In January, I had the pleasure of meeting Cathy O’Dowd at a company event in Madrid, Spain. O’Dowd is a South African rock climber, mountaineer, and motivational speaker. She is famous for being the first woman to summit Everest from both the south and north sides. Her first Everest ascent was in 1996 — the year that eight climbers died after being caught in a storm high on the mountain. This is the tragedy that became the subject of Jon Krakauer’s best-selling book Into Thin Air and the 2015 Hollywood movie Everest.
O’Dowd was a perfect fit as a speaker for our European sales kick-off meeting because the business unit had elected to use the mountain climbing metaphor as its underlying theme. The cover slide for every presentation was of a mountain profile with climbers making their way up the slope. Our regional director even took the stage at one point wearing traditional German alpine climbing gear that included lederhosen, boots, a climbing ax, and a coil of rope slung across his chest.
O’Dowd's remarks on the first day of our conference centered on the gripping tale of her 1996 South African Everest expedition. She began her talk by observing that if you ever find yourself at the base of Everest, with the ambition to reach the top, you should take stock of two important numbers. The first is the failure rate: three out of every four climbers fail in the attempt. The second is the death rate — one percent.
O’Dowd told us that if you ask climbers why they failed to summit, you can expect their explanations to include a catalogue of such obvious perils as avalanches, lack of oxygen, freezing conditions, and storms. After acknowledging that these risks are very real, she asserted that “the riskiest thing you will ever encounter on the mountain is your own team.” She then drove this point home by regaling us with the painful saga of the South African team’s travails in 1996. Egotistical elite climbers setting themselves apart from the group, weeks of bickering, vicious, unsubstantiated rumors, disrespectful expedition leaders, and unfettered, angry outbursts all threatened to tear the team apart before they ever made their first ascent through the Khumbu icefall to Camp 1.
Despite these significant challenges, while huddled in their tent at Camp 4 in the early morning hours of May 10, 1996, the South African ascent team eventually coalesced and exhibited the discipline to make a difficult, but correct decision. They elected not to make a summit attempt with several other teams because they knew bad weather was on the way. By descending from the high camp when they did, they avoided the perils that cost the lives of so many in the hours that followed. But, when they arrived back in base camp days later, O’Dowd explained that they were utterly exhausted from weeks of climbing and dispirited by the loss of so many of their climbing colleagues.
It was at this low point that they received a call from a famous South African: Nelson Mandela. She recalled that Mandela told them that he was proud of them and stated simply, “I think you can do this.”
O’Dowd and her teammates recognized that Mandela knew nothing about mountain climbing, their physical and mental state, and what would be involved in yet another summit attempt, but in his words they found the strength to try again. And so on May 25, 1996, she and the three other South Africans stood on top of the world.
In reflecting on this experience, O’Dowd observed that just “reaching the top” in mountaineering or in business is not a particularly meaningful objective. Instead, she asserted that to optimize team performance, leaders should do what Mandela did for her team — establish an “emotionally sticky” goal. In the face of enormous challenges, the South African team found the motivation to endure the hazards and physical pain of another summit attempt, because Mandela had inspired them to climb — not for themselves — but for a nation.
O’Dowd’s advice is consistent with that of many other successful corporate leaders who recognize the importance of connecting their team to a purpose beyond profits and growth. Unilever CEO Paul Polman once observed:
Having a deeper purpose to what we do as people makes our lives more complete, which is a tremendous force and motivator. What people want in life is to be recognized, to grow, and to have made a difference. That difference can come in many forms; by touching someone, by helping others, by creating something that was not there before. To work for an organization where you can leverage this and be seen to be making a difference, that is rewarding.
You don’t have to be a CEO to be a purpose-driven leader that looks beyond the bottom line to inspire the best in others. Every company leader — including those of us in the legal profession — can do this by making the effort to expressly identify the good that will come to others by a job well done. Moreover, according to O’Dowd, in order to be most effective, we should not wait until a particular goal is accomplished to do so. Instead, like Mandela, O’Dowd asserts that we should make a point of providing encouragement to our teams “at that crucial moment when nobody’s quite sure whether your efforts are going to be a success or an embarrassing catastrophe.”
O’Dowd’s points may appear to many as little more than a recitation of the obvious, leadership 101 lessons wrapped in an interesting story. However, in my experience, most corporate leaders fail to follow her basic advice. Instead, they succumb to what I call the “seduction of the spreadsheet” and focus all their attention on numbers instead of more meaningful, overarching goals. When it’s your turn to lead, be sure not to make the same mistake lest your team end up stuck in “base camp” instead of suiting up to head off to the “summit.”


WHAT IS NEEDED
For each entry, repeat the text exactly and omit any picture it holds.

Records from a data collection:
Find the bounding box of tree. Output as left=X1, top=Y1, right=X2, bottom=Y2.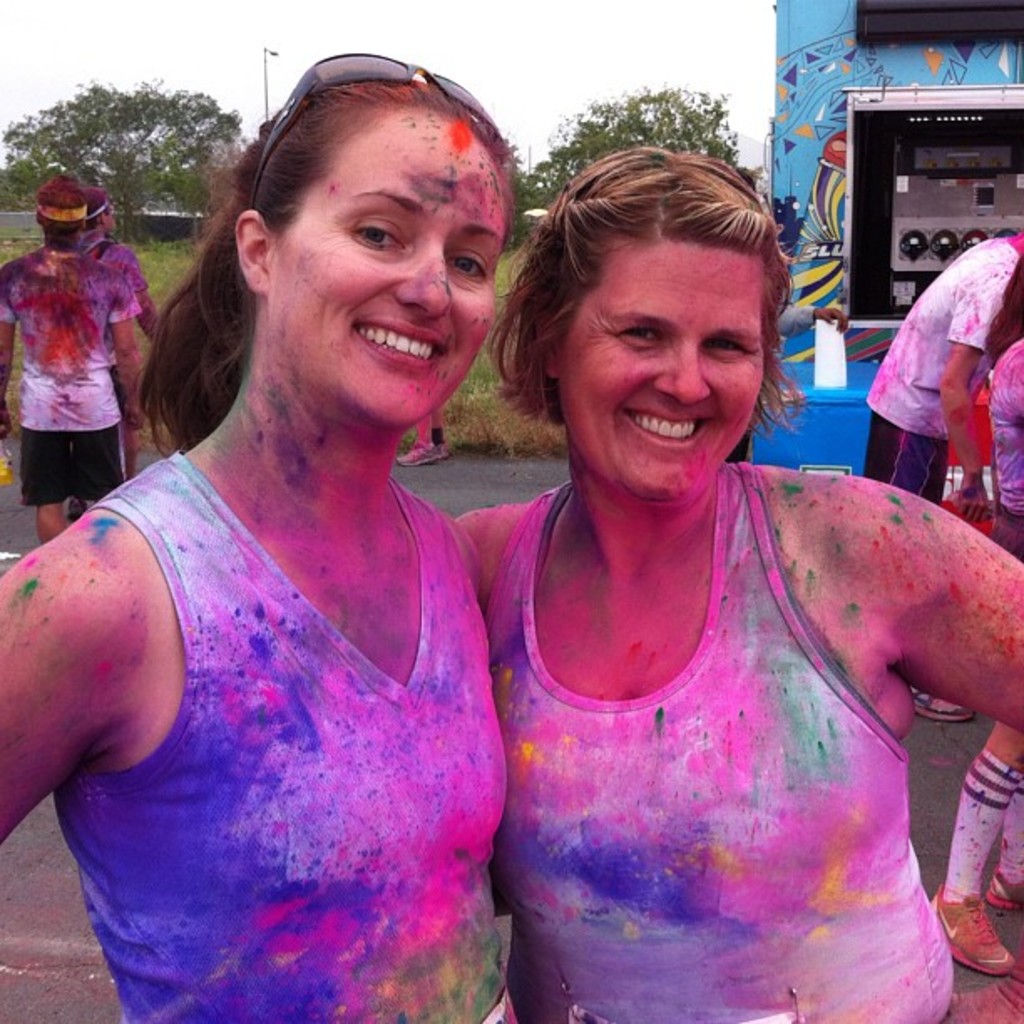
left=49, top=35, right=228, bottom=236.
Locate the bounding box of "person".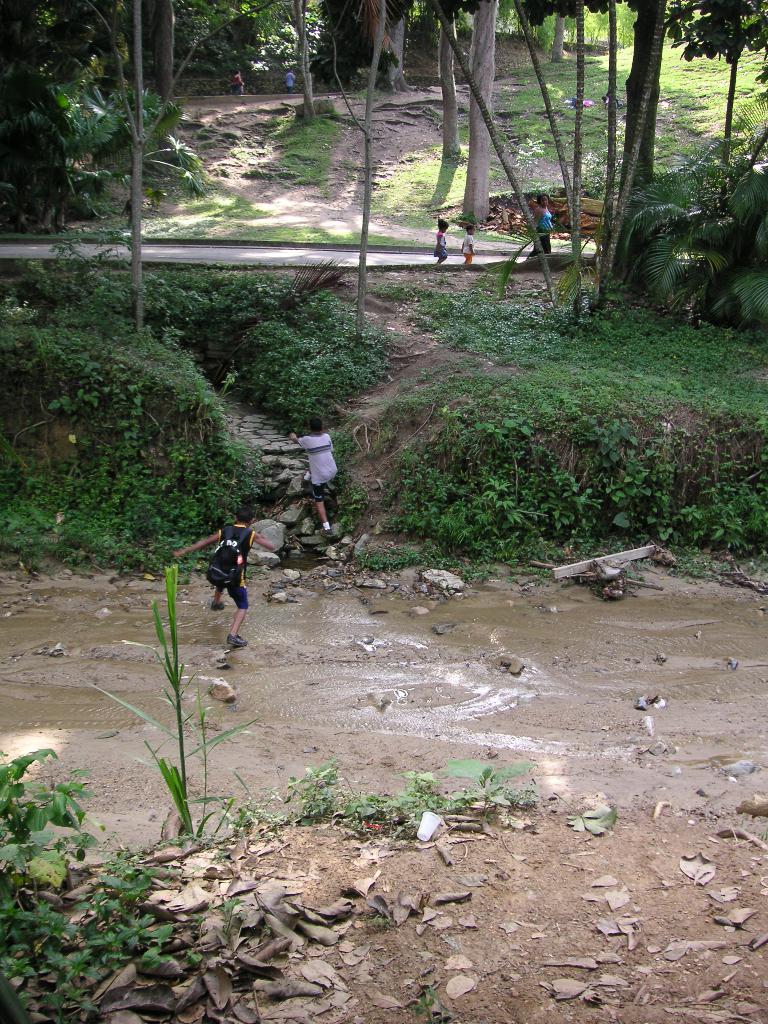
Bounding box: bbox(167, 510, 277, 647).
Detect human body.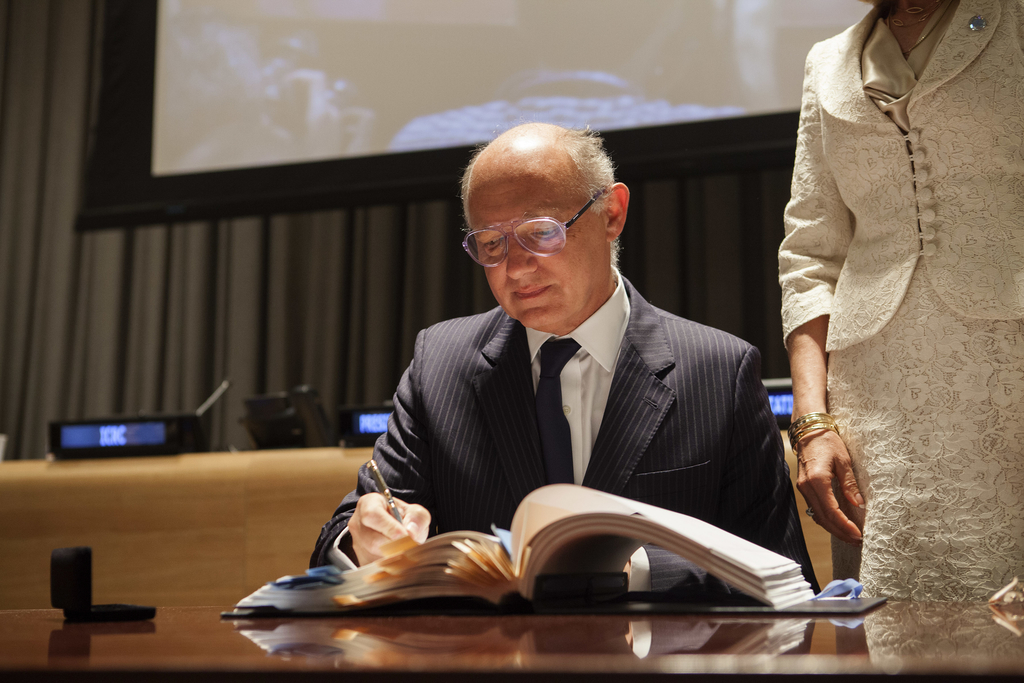
Detected at bbox(347, 120, 793, 597).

RESULT OF THE EXERCISE
Find the bounding box of tree. Output as left=X1, top=Y1, right=X2, bottom=Y2.
left=49, top=35, right=228, bottom=236.
Locate the bounding box of "person".
Bounding box: bbox(167, 510, 277, 647).
Detect human body.
Detected at bbox(347, 120, 793, 597).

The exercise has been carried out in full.